Greetings from Guam.
Having just been kicked out of the office (I am forced out when store closes - mostly because I'd shit myself being alone in a warehouse that holds a lot of dark corners and flying cockroaches), I was on a hunt for a coffee shop with wifi to continue working when I came across a little detour on the island.
I followed a red tram full of Japanese tourists that turned into a small road marked "Two Lovers Point", which sounded more exciting than the continued course of the highway. And I just realized I've never really gone around to explore.
There's a little elevated outcrop where they charge $3 for an unempeded view of Tumon Bay, and the vastness of the Pacific. Of course I didn't pay and went to a side section instead, where I found myself staring into the massive blue. The wind was blowing steadily from behind me as I leaned on the railing. I tried to look where the beach was below, but there was nothing to be seen except for several hundred feet of nothing and the gaping wide blue ocean below.

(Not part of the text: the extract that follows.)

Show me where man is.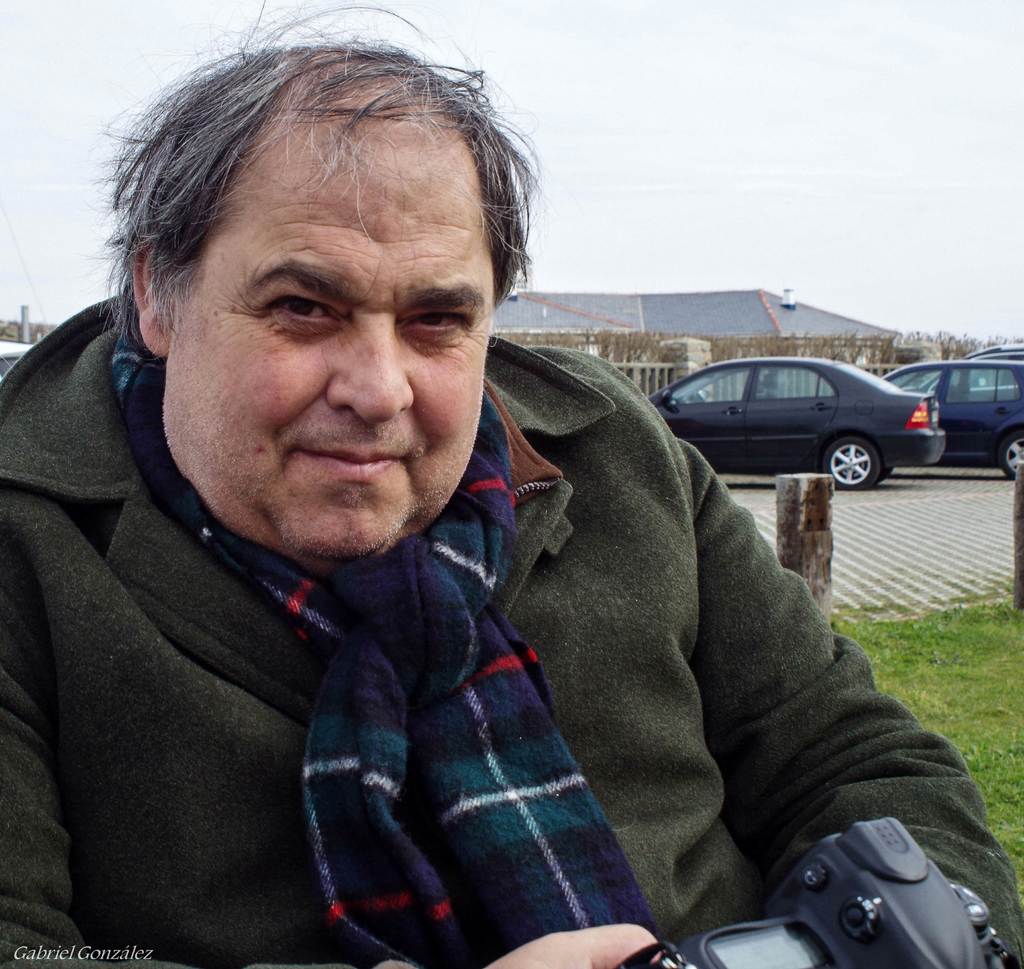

It's a comforting and familiar experience. I remembered with arresting clarity all the moments that I found myself staring at the massiveness of the ocean from up high. The bunker in San Francisco. Batanes. And how relieving it felt to feel so small and irrelevant.
I love how the grandness of the world easily opens itself up to those willing to stop, look, and listen. And how it guides you away from the comfort of your own mortality and the immediacy of your problems and your needs. All become inconsequential, and special at the same time.
That we are both nothing, and the entire universe, all at once.